Finance and Economics;The Dodd-Frank act;Unhappy birthday to you;
财经;多德弗兰克法案;生日“不”快乐!
A tiny Texas bank challenges Dodd-Frank;
小小德州银行挑战多德弗兰克法案;
Call the State National Bank of Big Spring, Texas, andthe person answering says the bank is happy to help at any of its three (count'em) locations. Ask for the chief executive, Jim Purcell, and there is a brief pause to check where, among the 40 employees, he might be.
America still has thousands of these tiny banks. They provide funds and senior managers to customers that may be relegated to automated phone-hell at bigger institutions. And, in the case of Mr Purcell, they bring a willingness to take a public stand against the government that executives at bigger banks generally prefer to take behind closed doors.
July 21st was the second anniversary of the Dodd-Frank act, the massive rewrite of America's financial system sold as an effort to prevent a repeat of the financial crisis. The birthday came just after, in characteristic form, a rule tied to Dodd-Frank for mortgage “simplification” was submittedby the newly created Consumer Financial Protection Bureau (CFPB): it runs to 1,099 pages (acompliance nightmare for small banks) and is packed with clauses that could limit the availabilityof credit.

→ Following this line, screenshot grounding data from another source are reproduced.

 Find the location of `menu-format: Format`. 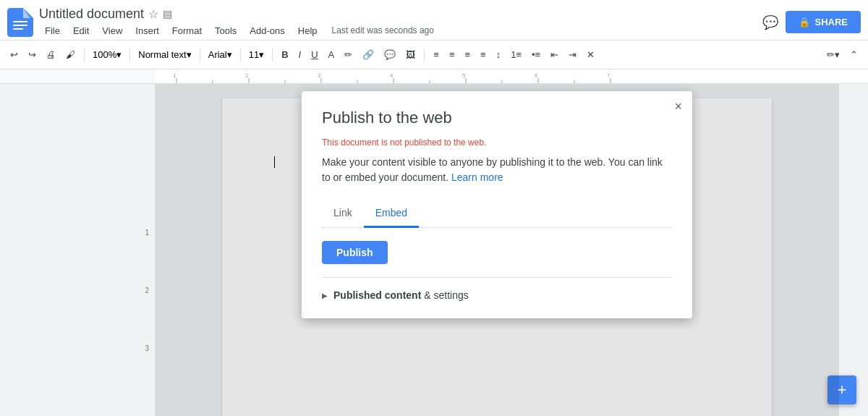

menu-format: Format is located at coordinates (187, 30).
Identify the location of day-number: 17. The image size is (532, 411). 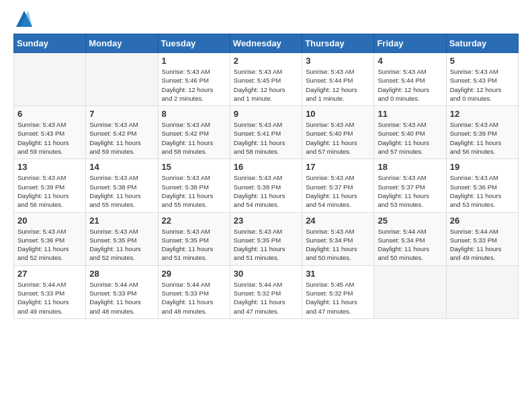
(338, 167).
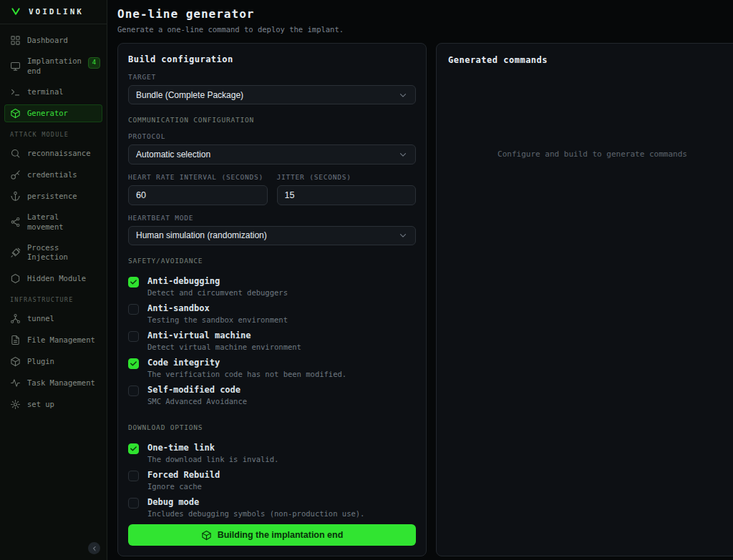 Image resolution: width=733 pixels, height=560 pixels. What do you see at coordinates (53, 113) in the screenshot?
I see `sidebar-item-generator: Generator` at bounding box center [53, 113].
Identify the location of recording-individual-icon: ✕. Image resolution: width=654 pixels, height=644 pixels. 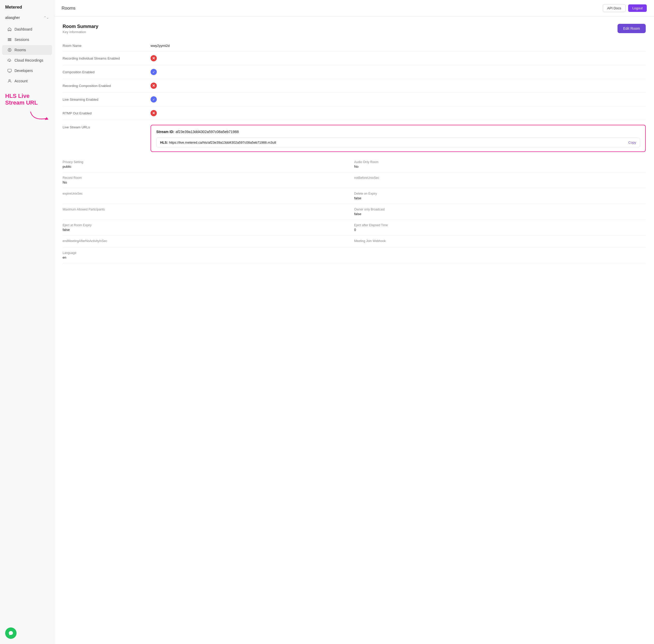
(153, 58).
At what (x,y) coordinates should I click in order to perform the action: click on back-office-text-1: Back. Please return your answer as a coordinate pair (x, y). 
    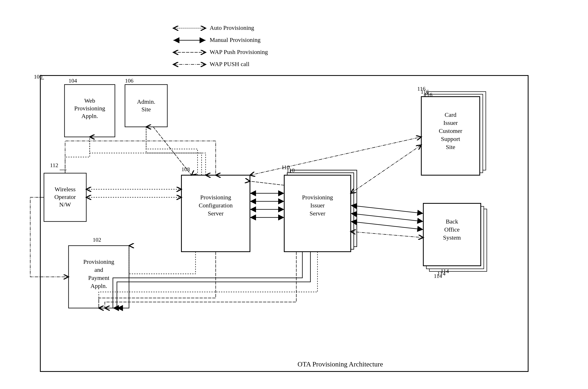
    Looking at the image, I should click on (452, 221).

The heads of America's large financial institutions rail privately about the costly and contradictory demands of the Dodd-Frank act. But their criticism in public is measured, out of fear that it could prompt retribution by regulators or make them fodder for bank-bashing politicians. It is better,they say, quietly to lobby for preferential carve-outs, an approach that may serve their own interests but only adds to the sense of systemic unfairness.
Into this mess has stepped Mr Purcell, who, not with standing the size of his institution ($260m indeposits, making it the 177th-largest bank in Texas), has suddenly turned into a rather important banker in America. On June 21st his bank became a plaintiff in a legal challenge brought with two free-market entities in Washington, DC, the Competitive Enterprise Institute and the 60 Plus Association, arguing that Dodd-Frank is unconstitutional.
尽管珀塞尔先生掌管的银行规模已经扩大(拥有2.6亿美金的存款,让其荣登德州第177家最大的银行榜单),他其实惹上了麻烦,因为自己蓦然之间已经变成美国一个相当重要的银行家。6月21日,Big Spring银行成为一宗法律纠纷的原告,与华盛顿地区的2个自由市场共同体(即Competitive Enterprise Institute and the 60 Plus Association)打起了官司,后者声称多德弗兰克法案违反了宪法。
Mr Purcell's business model, common among Texas rural banks, was to keep loans on its books,internalising both their returns and their risks. In practice, this meant making small loans (under$60,000) at relatively high rates (7%, because small loans suffer from diseconomies of scale) with short terms (five years, to protect the bank against interest-rate risk) and final “balloon” payments that are usually rolled over. This approach differs radically from that of the major banks, whichsyndicated mortgages through Fannie Mae and Freddie Mac. The bank has not repossessed a homein seven years, or cost taxpayers a penny, but balloon payments and high rates are targeted under Dodd-Frank, which grants regulators wide discretion to decide what is “abusive”. Mr Purcell has stopped issuing mortgages and, because of other Dodd-Frank rules, processing international remittances.
As a consequence, he concludes, some good customers will go to the giant, government-backed banks, and some poorer customers may not get credit at all. His lawsuit attacks two key entities created by Dodd-Frank, the CFPB and the Financial Stability Oversight Council, a group ofgovernment officials which can designate which financial institutions are too big to fail—and thus which will receive government support—with the attendant benefit of lower funding costs.
Each of the entities was given rights that may infringe on powers vested in at least one of the three traditional branches of American government, and thus to constitutional checks on power,according to the plaintiffs. They cite, for example, the method the Obama administration used to circumvent Senate approval (which is explicitly required under Dodd-Frank) for the appointmentof the head of the CFPB and the technique of funding the bureau through mandated payments bythe Fed.
A response by the government could come in August, an initial verdict by the upcoming election.An eventual appeal to the Supreme Court would not be a surprise. Mr Purcell faces obstacles in his case, but its very existence airs important questions about whether efforts to make finance safer have gone too far.